This morning I looked for a condolence card for a friend who's Mom recently passed. All of the cards wrote of losing such a great love. There were endless sympathies and exultations about the deceased. I spent a long time in the aisle looking for something that recognized the complexity of loss. I didn't know my friend's Mom, but I know my friend. One of her most admirable qualities is telling it like it is. Recently, she described the privilege of finding some resolution with her mother. Towards the end of her Mom's life, her Mom knew some peace and ease. Her Mom spent most of her years strenuously working at being a wife and mother without time or inclination to explore her chosen pursuits. My friend was grateful to see her Mom have some joy. She was also plain about how challenging her Mom was as a parent, a woman, and that their relationship was strained.
Where is the condolence card that says, I'm sorry you lost a real person? Someone who hurt you and also loved you? I'm sure for many these nuances are of less comfort. For me, the absence feels like a further erasure of the person I've lost.
In the past week, Maya Angelou and Yuri Kochiyama also moved on. I think many of us were surprised at the relationship we've developed with Maya Angelou's work. I know that I never personally met her, so I obviously have no real connection to her as a person. However, her work taught me art, poetry, and womanhood. "I know why the caged bird sings" ran on loop in my mind when I heard of her transition. That image of the incarcerated singing taught me about human spirit and resiliency. Maya reached me and I'm grateful to her.
As we publicly mourned her passing articles began surfacing about the erasure of so much of Maya's life: her time as a sex worker, the complications of her early life abuse, her silence. To many, it felt like a disservice to only mourn the lauded poet and academic and not these other aspects of Maya Angelou-- these other Maya's.
When I heard of Yuri Kochiyama's passing I pulled up an old photo from a dinner I shared with her and other friends in Oakland, CA years ago. This woman who spent her early years in a Japanese internment camp, who held Malcolm X's head on her lap as he died, who spent a lifetime committed to social justice was so sweet, lively, and humble. I was so grateful to be in her presence. Her stature as the woman behind these various events is looming. Physically, she was small and didn't demand attention. Her presence taught me so much-- that we can act with assurance and impact and still integrate into the larger folds of our community.
I'm interested in these stories we tell about ourselves and our loved ones-- those closest to us and more abstract, like Maya Angelou. How we morph these stories at times of transition and which edits we make. I'm most interested in transparency, honesty, and a collective permission to be whole. Towards that end, I'd love a condolence card that acknowledges the weight of death and the complexity of who we lost.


## PROBLEM REQUIREMENTS
When you repeat the entries below, please keep them exact and leave out the pictures.

----- RECORDS SUPPLIED -----

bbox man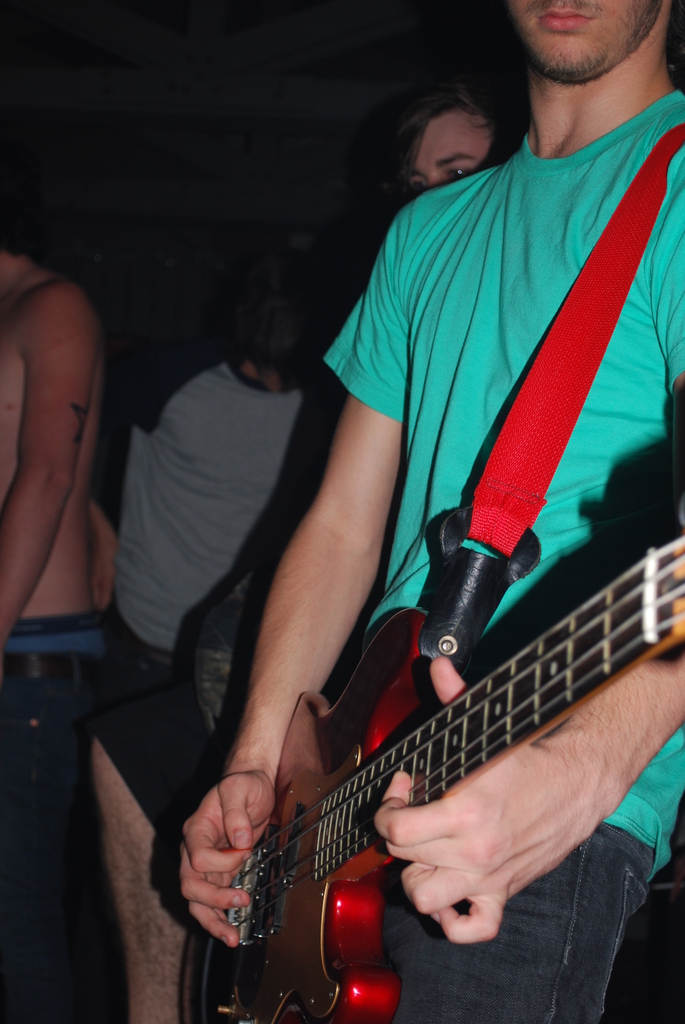
pyautogui.locateOnScreen(178, 0, 684, 1023)
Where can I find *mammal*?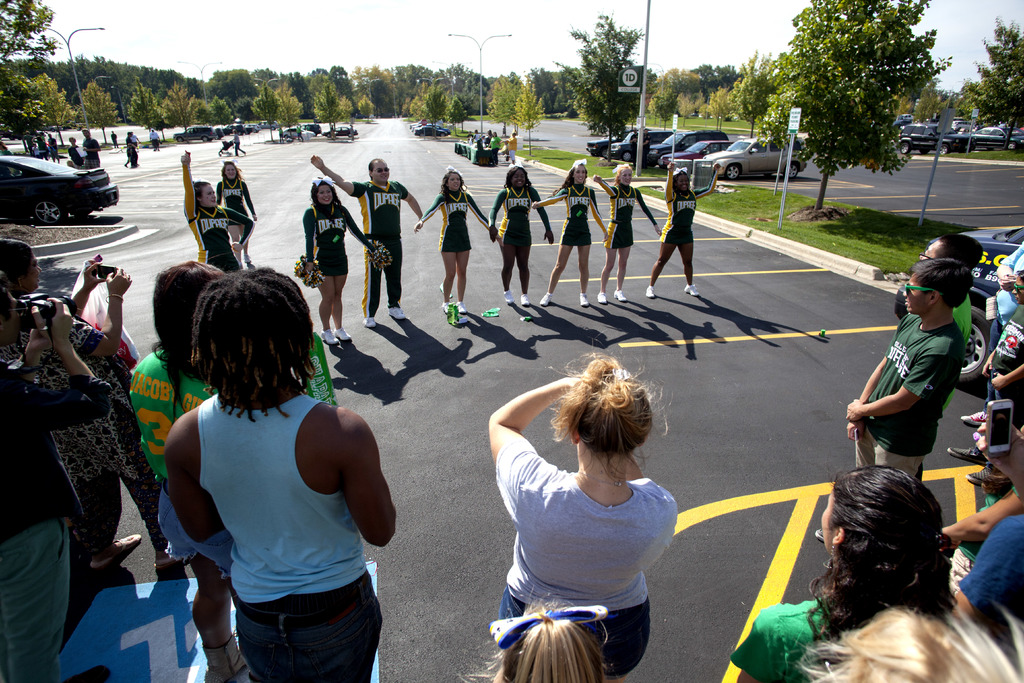
You can find it at bbox=[166, 269, 395, 682].
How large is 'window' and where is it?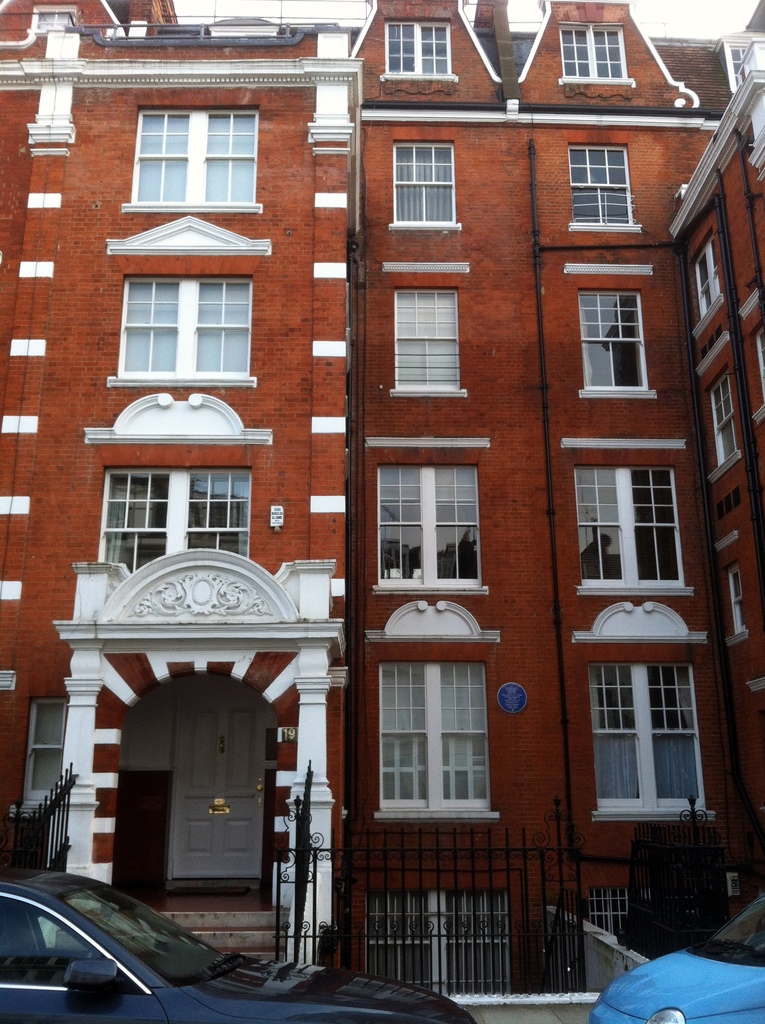
Bounding box: detection(590, 662, 706, 810).
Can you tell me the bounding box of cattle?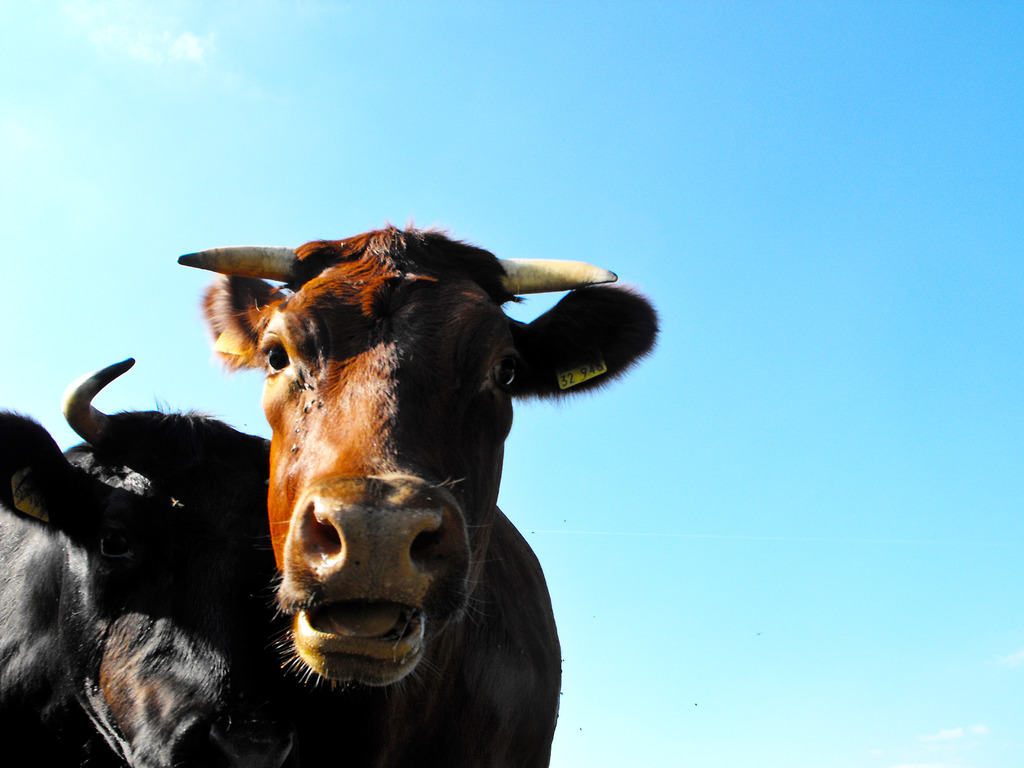
crop(102, 243, 660, 763).
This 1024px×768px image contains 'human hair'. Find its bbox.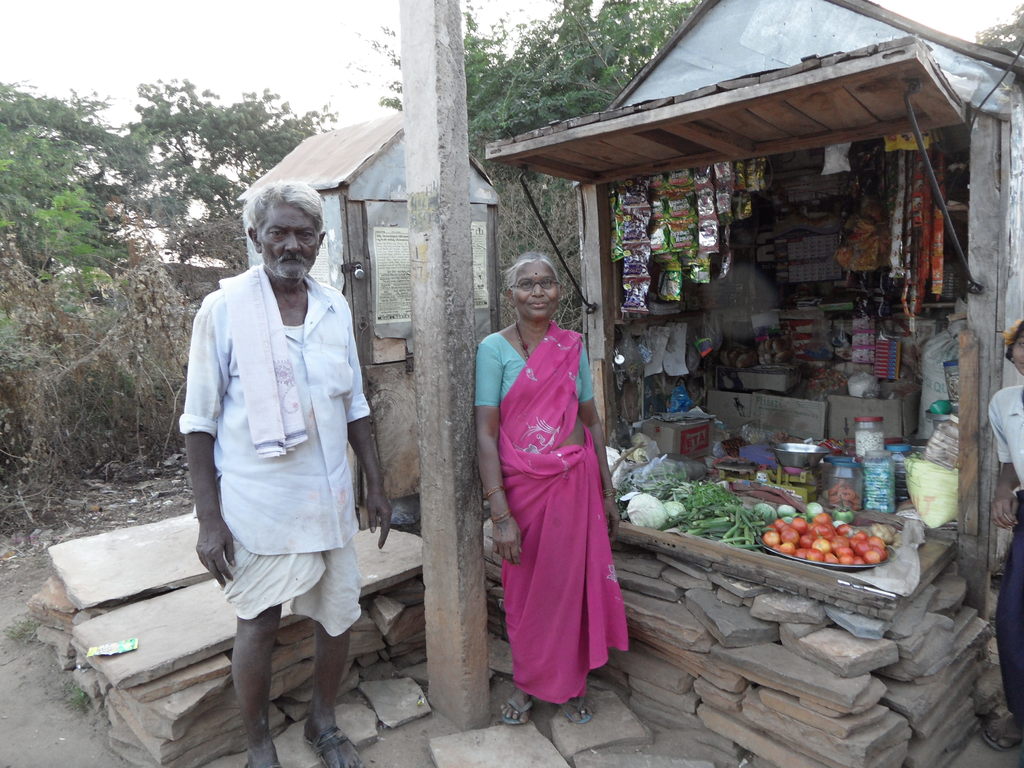
l=499, t=252, r=557, b=288.
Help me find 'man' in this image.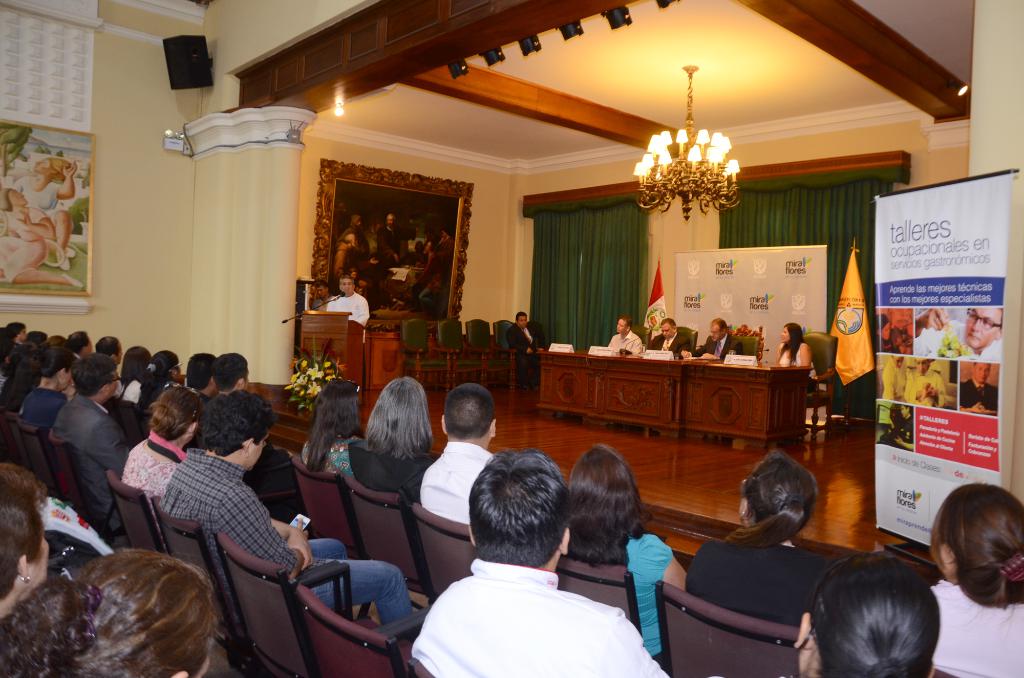
Found it: {"left": 321, "top": 276, "right": 370, "bottom": 351}.
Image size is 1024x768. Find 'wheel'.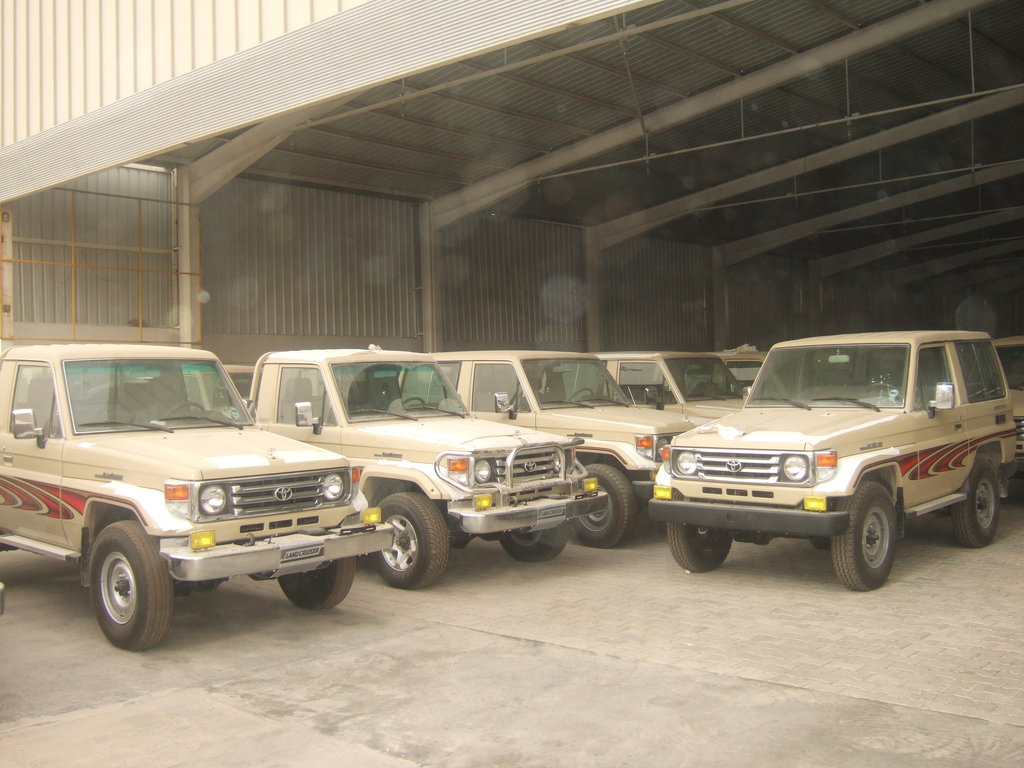
(697,385,716,396).
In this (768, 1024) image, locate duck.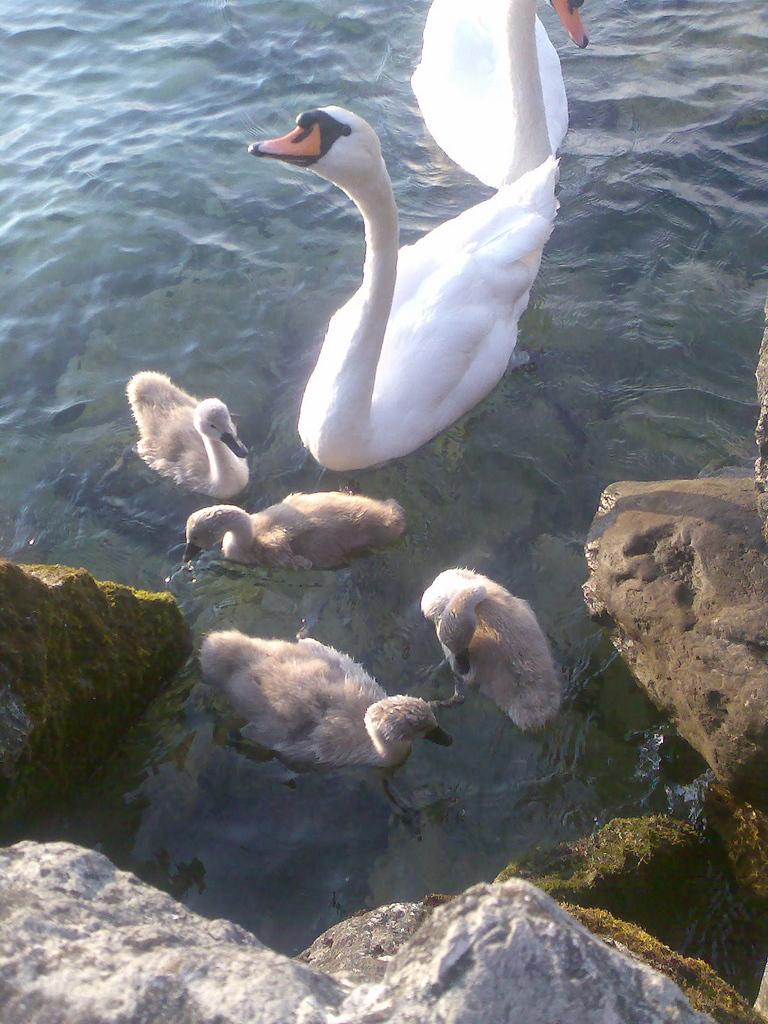
Bounding box: detection(234, 102, 566, 462).
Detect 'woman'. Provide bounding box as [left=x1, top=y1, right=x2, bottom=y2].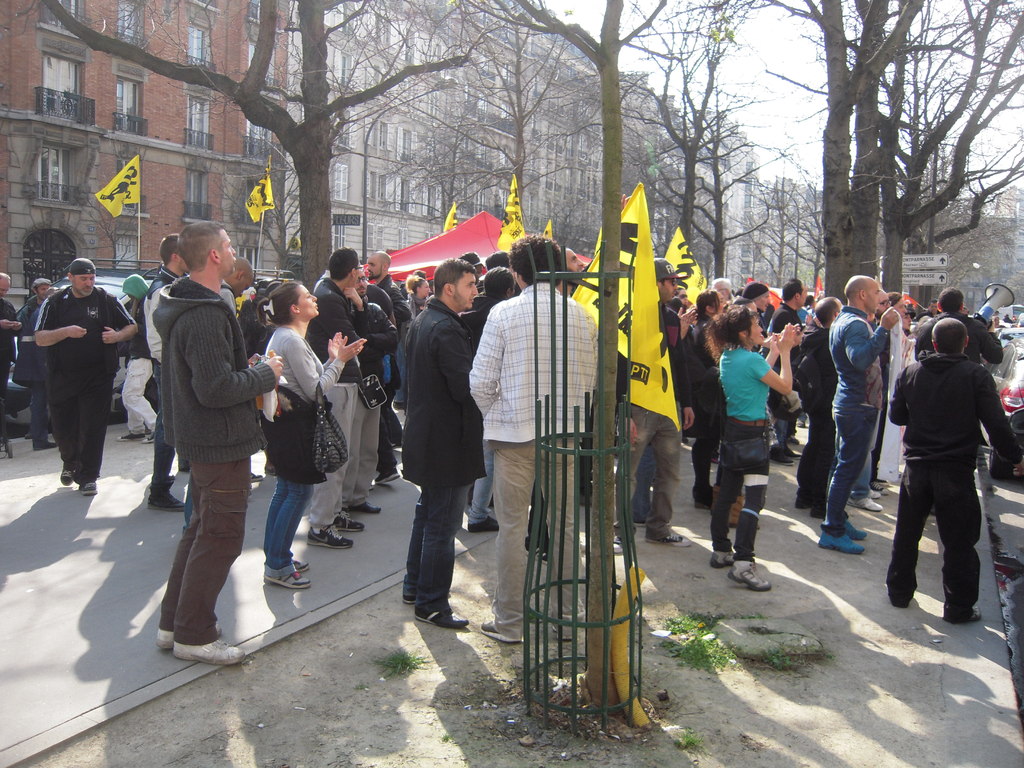
[left=256, top=282, right=367, bottom=589].
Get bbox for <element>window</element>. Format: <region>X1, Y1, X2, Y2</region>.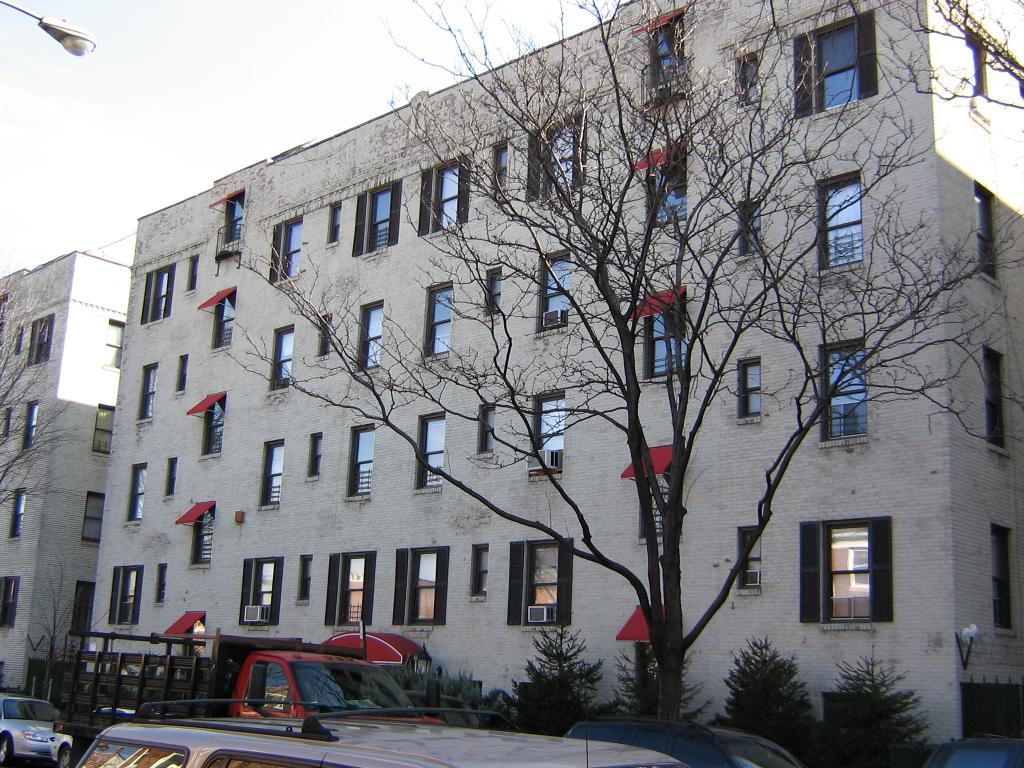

-----

## RESPONSE
bbox man
pyautogui.locateOnScreen(178, 0, 684, 1023)
Where can I find *mammal*?
You can find it at bbox=[166, 269, 395, 682].
How large is 'window' and where is it?
Bounding box: detection(590, 662, 706, 810).
Can you tell me the bounding box of cattle?
crop(102, 243, 660, 763).
This 1024px×768px image contains 'human hair'. Find its bbox.
l=499, t=252, r=557, b=288.
Help me find 'man' in this image.
Found it: {"left": 321, "top": 276, "right": 370, "bottom": 351}.
Image size is 1024x768. Find 'wheel'.
(697,385,716,396).
In this (768, 1024) image, locate duck.
Bounding box: detection(234, 102, 566, 462).
Detect 'woman'. Provide bounding box as [left=x1, top=y1, right=x2, bottom=y2].
[left=256, top=282, right=367, bottom=589].
Get bbox for <element>window</element>. Format: <region>X1, Y1, X2, Y2</region>.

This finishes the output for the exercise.